Being the sole AI guy on my capstone project (
Remote Shepherd) has had me buried in finite state machines and behavior trees for the past 17 weeks. Obviously there are differences in the two approaches, both have pros and cons, but as I was working out the behaviors of a particular NPC for Remote Shepherd (specifically, the Mob Agent) I came across something interesting and useful: the differences in the way each implementation handles spinning on a behavior. The short version is that when an FSM spins on a state it only cares about that single state, when a behavior tree spins on a node it still checks the relevance functions of every node with higher priority. For the long version I'll start with describing the behavior I was trying to model that led to this realization.
The Goal
Remote Shepherd calls for an AI agent that searches for another AI agent by randomly visiting places in the environment, checking for his quarry, then executing a different behavior (we'll call it "Behavior B") if he finds him. The first two steps repeat until the quarry is found and Behavior B is executed.
The Problem
At first I attempted to do the whole thing with a behavior tree. That ran into some problems.
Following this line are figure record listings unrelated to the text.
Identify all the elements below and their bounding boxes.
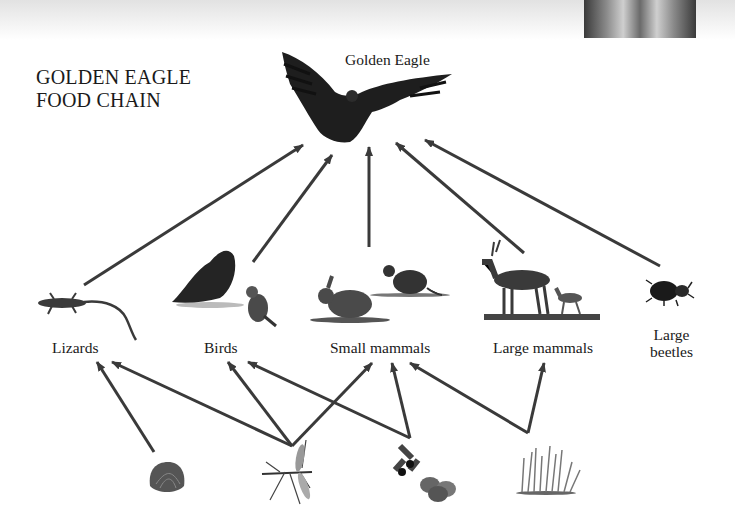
shell-icon — [150, 462, 185, 492]
birds-icon — [172, 251, 276, 326]
berries-icon — [395, 446, 456, 502]
arrows-to-eagle — [84, 140, 660, 285]
arrow-lizards-to-eagle — [84, 145, 303, 285]
food-chain-diagram — [0, 0, 735, 513]
arrow-shell-to-lizards — [97, 362, 154, 452]
grass-icon — [516, 446, 580, 495]
deer-icon — [482, 240, 600, 320]
crane-fly-icon — [262, 440, 313, 504]
arrow-beetles-to-eagle — [425, 140, 660, 266]
large-beetles-label-line-1: Large — [650, 326, 693, 343]
arrow-berries-to-birds — [248, 362, 410, 438]
large-beetles-label-line-2: beetles — [650, 343, 693, 360]
arrow-grass-to-large-mammals — [528, 363, 544, 433]
large-mammals-label: Large mammals — [493, 339, 593, 357]
small-mammals-label: Small mammals — [330, 339, 430, 357]
large-beetles-label: Large beetles — [650, 326, 693, 360]
arrow-insect-to-small-mammals — [292, 363, 372, 446]
golden-eagle-label: Golden Eagle — [345, 51, 430, 69]
arrow-insect-to-lizards — [112, 362, 292, 446]
arrows-to-prey — [97, 362, 544, 452]
birds-label: Birds — [204, 339, 238, 357]
lizards-label: Lizards — [52, 339, 98, 357]
lizard-icon — [38, 293, 136, 340]
arrow-berries-to-small-mammals — [392, 363, 410, 438]
rabbit-rat-icon — [310, 265, 450, 323]
arrow-grass-to-small-mammals — [410, 363, 528, 433]
arrow-insect-to-birds — [228, 362, 292, 446]
beetle-icon — [646, 280, 694, 306]
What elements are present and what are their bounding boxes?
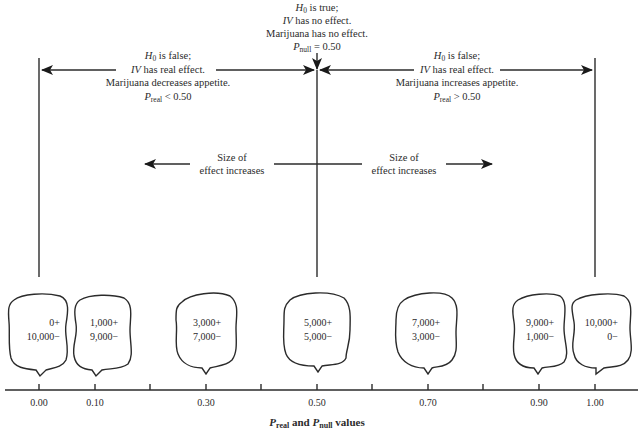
effect-size-right-label: Size of effect increases — [372, 152, 437, 176]
svg-text:H0 is false;: H0 is false; — [433, 50, 480, 63]
svg-text:H0 is false;: H0 is false; — [144, 50, 191, 63]
svg-text:Marijuana has no effect.: Marijuana has no effect. — [266, 28, 368, 39]
svg-text:Size of: Size of — [389, 152, 419, 163]
svg-text:Pnull = 0.50: Pnull = 0.50 — [292, 41, 341, 54]
tick-label: 1.00 — [586, 397, 604, 408]
svg-text:0+: 0+ — [49, 317, 60, 328]
x-axis: 0.00 0.10 0.30 0.50 0.70 0.90 1.00 Preal… — [5, 384, 638, 430]
sample-bubble: 3,000+ 7,000− — [176, 293, 237, 374]
tick-label: 0.30 — [197, 397, 215, 408]
svg-text:3,000+: 3,000+ — [193, 317, 222, 328]
svg-text:IV has no effect.: IV has no effect. — [282, 15, 352, 26]
tick-label: 0.90 — [530, 397, 548, 408]
svg-text:5,000+: 5,000+ — [304, 317, 333, 328]
svg-text:1,000+: 1,000+ — [90, 317, 119, 328]
tick-label: 0.50 — [308, 397, 326, 408]
svg-text:Marijuana decreases appetite.: Marijuana decreases appetite. — [106, 77, 230, 88]
left-annotation: H0 is false; IV has real effect. Marijua… — [106, 50, 230, 104]
svg-text:3,000−: 3,000− — [412, 331, 441, 342]
svg-text:Size of: Size of — [217, 152, 247, 163]
svg-text:7,000−: 7,000− — [193, 331, 222, 342]
center-annotation: H0 is true; IV has no effect. Marijuana … — [266, 2, 368, 54]
svg-text:H0 is true;: H0 is true; — [295, 2, 339, 15]
svg-text:9,000−: 9,000− — [90, 331, 119, 342]
svg-text:effect increases: effect increases — [372, 165, 437, 176]
effect-size-left-label: Size of effect increases — [200, 152, 265, 176]
svg-text:Marijuana increases appetite.: Marijuana increases appetite. — [396, 77, 519, 88]
sample-bubble: 0+ 10,000− — [9, 294, 68, 376]
svg-text:1,000−: 1,000− — [526, 331, 555, 342]
svg-text:Preal < 0.50: Preal < 0.50 — [143, 91, 191, 104]
svg-text:9,000+: 9,000+ — [526, 317, 555, 328]
right-annotation: H0 is false; IV has real effect. Marijua… — [396, 50, 519, 104]
svg-text:10,000−: 10,000− — [27, 331, 61, 342]
tick-label: 0.70 — [419, 397, 437, 408]
svg-text:5,000−: 5,000− — [304, 331, 333, 342]
svg-text:effect increases: effect increases — [200, 165, 265, 176]
diagram-canvas: H0 is true; IV has no effect. Marijuana … — [0, 0, 642, 438]
sample-bubble: 5,000+ 5,000− — [284, 293, 351, 372]
sample-bubble: 1,000+ 9,000− — [74, 295, 132, 376]
svg-text:Preal > 0.50: Preal > 0.50 — [432, 91, 480, 104]
svg-text:IV has real effect.: IV has real effect. — [130, 64, 205, 75]
svg-text:IV has real effect.: IV has real effect. — [419, 64, 494, 75]
axis-title: Preal and Pnull values — [269, 416, 365, 430]
sample-bubble: 10,000+ 0− — [572, 294, 631, 374]
sample-bubble: 7,000+ 3,000− — [396, 293, 458, 374]
sample-bubble: 9,000+ 1,000− — [513, 294, 567, 374]
svg-text:7,000+: 7,000+ — [412, 317, 441, 328]
hypothesis-diagram: H0 is true; IV has no effect. Marijuana … — [0, 0, 642, 438]
svg-text:10,000+: 10,000+ — [585, 317, 619, 328]
svg-text:0−: 0− — [607, 331, 618, 342]
tick-label: 0.10 — [86, 397, 104, 408]
tick-label: 0.00 — [30, 397, 48, 408]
Here's the behavior tree I tried to use:
![](https://blogger.googleusercontent.com/img/b/R29vZ2xl/AVvXsEh0LSfTDwf2QP2Erfd0Xp3-ta9ReWGMnZKpTk0TTHOGvkEIko-8TFhgCIDdlmXH2XNX-uNJ5uERKfuztp5sI9sw6r50fLzdrwN3mZXQ4im8zhESa_mX6LDkQBwtPNr8aIQBCrpNRdIxq30/s320/mobSample.png)
The root node is irrelevant to this post. Nodes B and C comprise the search behavior. Specifically, B was the problem child. My attempt at it was based on my usual implementation of wander-like behaviors: pick a random goal point, set a flag to indicate that we have a goal, move towards the goal, when we reach the goal set the flag to false so that the next time this node rolls around we pick another goal. Because the relevance functions are evaluated before the execute functions in behavior tree nodes, and because B's relevance function needs a goal to check against, the goal choosing has to happen in the relevance function of B. Normally I put wander-like behaviors as fall-through behaviors, and this approach works fine. But when there are behaviors that must be reached after arriving at the goal, well, you might already see why the behavior tree would never reach C. If you don't, consider this sequence of events:
- The agent reaches B for the first time. It picks a goal and sets the flag to true.
- The agent continually hits B because they are not at their goal and move toward the goal.
- The agent reaches the goal, the flag is set to false so that it can grab a new goal next time around.
- The behavior tree evaluates the relevance function of B as it comes around again, and since the flag is false it picks a new goal, and is logically not at that new goal. The relevance function evaluates to true.
- C is left out of the party.
The Solution
The solution was to remove B and C and replace them with a simple finite state machine
that looks something like this:
![](https://blogger.googleusercontent.com/img/b/R29vZ2xl/AVvXsEjgbbF_8T0Vlq9yND8Fg__JubGaeEXtdhif6BzdFSKviJmjVG746hBANj2cx0ZyB35B5M395iZ7Xk2UMe_GzaWkIbgzVPqu-8tWnjHDXTUyaf0fwxkTKmLZu1vt6rckgFqUenBpCvxr_i4/s320/mobFSM.png)
A finite state machine doesn't bother at all with any states other than the current state. That means that when the agent reaches the first goal it sets the flag to false, similar to node B, but also sets the current state to its yes path: "Check for quarry". The next time this finite state machine is run it runs the "Check for quarry" state, ignoring the "Move toward random goal" state, thus it doesn't pick a new goal until it becomes the current state again,
after the "Check for quarry" state. Once the quarry is found it toggles a flag in the parent agent, and node A's relevance function evaluates to true, the behavior tree stops evaluating before it reaches the finite state machine again, and we're back to normal behavior tree stuff. Because the behavior tree stops before it gets to the finite state machine again it doesn't matter that it dead ends once the quarry has been found.
In practice I folded "Set quarryFound var to TRUE" into the "Check for quarry | Quarry found?" couplet's yes path. While it may seem odd to place what is essentially an action into the decision section, I thought it would be even odder to make an entirely new state for one line of assignment code.